I typically let pieces breathe for a time before attempting major revision. That’s been a struggle in two graduate writing programs—there are deadlines! But, my natural process usually results in letting a piece sit, making light revision and bringing a piece to several of my writer friends to discuss my new ideas. I then return to the piece with more focus. At this point in the process, I find that I’m willing to make drastic, courageous changes. Deleting scenes, changing sequencing, playing with point of view, even cutting characters or creating new ones. If I attempt this too soon with a piece, though, I find that I don’t have the same confidence and the revisions aren’t big enough to feel satisfied with the final product.

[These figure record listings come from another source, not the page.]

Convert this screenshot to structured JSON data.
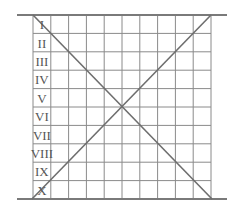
{
  "diagram": {
    "rows": [
      "I",
      "II",
      "III",
      "IV",
      "V",
      "VI",
      "VII",
      "VIII",
      "IX",
      "X"
    ],
    "columns": 10,
    "colors": {
      "grid": "#8a8a8a",
      "diagonal": "#6e6e6e",
      "rule": "#7a7a7a",
      "text": "#555555"
    }
  }
}
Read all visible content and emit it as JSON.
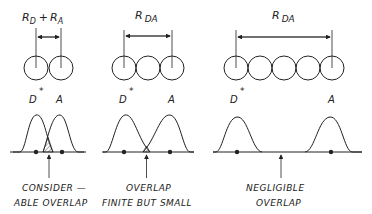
{
  "panels": [
    {
      "id": "considerable",
      "distance_label": {
        "main": "R",
        "sub1": "D",
        "plus": "+",
        "main2": "R",
        "sub2": "A"
      },
      "donor_label": "D",
      "donor_star": "*",
      "acceptor_label": "A",
      "caption_line1": "CONSIDER —",
      "caption_line2": "ABLE OVERLAP",
      "circle_count": 2
    },
    {
      "id": "finite",
      "distance_label": {
        "main": "R",
        "sub": "DA"
      },
      "donor_label": "D",
      "donor_star": "*",
      "acceptor_label": "A",
      "caption_line1": "OVERLAP",
      "caption_line2": "FINITE BUT SMALL",
      "circle_count": 3
    },
    {
      "id": "negligible",
      "distance_label": {
        "main": "R",
        "sub": "DA"
      },
      "donor_label": "D",
      "donor_star": "*",
      "acceptor_label": "A",
      "caption_line1": "NEGLIGIBLE",
      "caption_line2": "OVERLAP",
      "circle_count": 5
    }
  ],
  "colors": {
    "ink": "#222222",
    "background": "#ffffff",
    "hatch": "#555555"
  }
}
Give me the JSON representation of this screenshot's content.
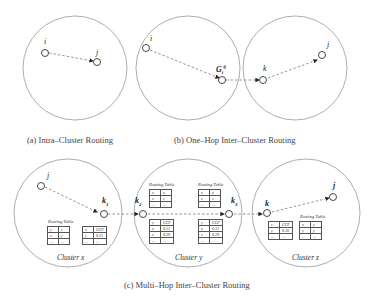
{
  "captions": {
    "a": "(a) Intra–Cluster Routing",
    "b": "(b) One–Hop Inter–Cluster Routing",
    "c": "(c) Multi–Hop Inter–Cluster Routing"
  },
  "nodes": {
    "a_i": "i",
    "a_j": "j",
    "b_i": "i",
    "b_g": "G",
    "b_g_sub": "i",
    "b_g_sup": "ij",
    "b_k": "k",
    "b_j": "j",
    "c_j_src": "j",
    "c_k1": "k",
    "c_k1_sub": "1",
    "c_k2": "k",
    "c_k2_sub": "2",
    "c_k3": "k",
    "c_k3_sub": "3",
    "c_k": "k",
    "c_j": "j"
  },
  "clusters": {
    "x": "Cluster x",
    "y": "Cluster y",
    "z": "Cluster z"
  },
  "tables": {
    "routing_title": "Routing Table",
    "x_routing": [
      [
        "y",
        "y"
      ],
      [
        "z",
        "y"
      ],
      [
        "...",
        "..."
      ]
    ],
    "x_ccp": [
      [
        "x",
        "CCP"
      ],
      [
        "y",
        "0.21"
      ],
      [
        "...",
        "..."
      ]
    ],
    "y1_routing": [
      [
        "x",
        "x"
      ],
      [
        "z",
        "z"
      ],
      [
        "...",
        "..."
      ]
    ],
    "y1_ccp": [
      [
        "y",
        "CCP"
      ],
      [
        "x",
        "0.12"
      ],
      [
        "z",
        "0.20"
      ],
      [
        "...",
        "..."
      ]
    ],
    "y2_routing": [
      [
        "x",
        "x"
      ],
      [
        "z",
        "z"
      ],
      [
        "...",
        "..."
      ]
    ],
    "y2_ccp": [
      [
        "y",
        "CCP"
      ],
      [
        "x",
        "0.12"
      ],
      [
        "z",
        "0.20"
      ],
      [
        "...",
        "..."
      ]
    ],
    "z_ccp": [
      [
        "z",
        "CCP"
      ],
      [
        "y",
        "0.16"
      ],
      [
        "...",
        "..."
      ]
    ],
    "z_routing": [
      [
        "x",
        "y"
      ],
      [
        "y",
        "y"
      ],
      [
        "...",
        "..."
      ]
    ]
  }
}
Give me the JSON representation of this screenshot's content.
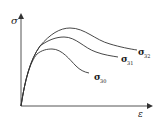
{
  "diagram": {
    "type": "stress-strain curves",
    "y_axis_label": "σ",
    "x_axis_label": "ε",
    "curves": [
      {
        "symbol": "σ",
        "subscript": "30"
      },
      {
        "symbol": "σ",
        "subscript": "31"
      },
      {
        "symbol": "σ",
        "subscript": "32"
      }
    ],
    "colors": {
      "line": "#333333",
      "background": "#ffffff"
    }
  }
}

That’s it for my place in this national blog hop. I’m thrilled to announce the next three talented writers:
Molly Gaudry In 2011, Molly Gaudry was shortlisted for the PEN/Joyce Osterweil Award for Poetry, and her verse novel, We Take Me Apart, was named 2nd finalist for the Asian American Literary Award for Poetry. In 2012, YesYes Books released the 3-author volume Frequencies, which includes her short fiction collection “Lost July.” In 2014, The Cupboard released “Wild Thing,” a collection of essays and poems about recovery after brain injury, and Ampersand Books reprinted We Take Me Apart in anticipation of the release of its sequel Desire: A Haunting and its prequel Remember Us. Molly is a core faculty member of the Yale Writers’ Conference and is the Creative Director at The Lit Pub.
Wendy Besel Hahn Wendy Besel Hahn has an MFA in Creative Writing from GMU. Her nonfiction has appeared in Front Porch Journal, Chaffey Review, and The Journal of the Virginia Writing Project. She recently read an original essay for Listen to Your Mother DC 2014. She is currently seeking a literary agent to represent her memoir manuscript Outside the Temple Doors.
Shenan Prestwich Shenan Prestwich is a Washington, DC-area poet, cognitive researcher, over-confident dancer, and general hobby collector whose literary work has been seen in a diverse spread of publications both online and in print. She is a graduate of the Johns Hopkins University MA in Writing program. Shenan serves as co-editor for the literary prompt site Prompt & Circumstance and its corresponding journal, and as Assistant Poetry Editor for Outside In Literary and Travel Magazine. Her first book, “In The Wake,” is forthcoming from White Violet Press in September 2014.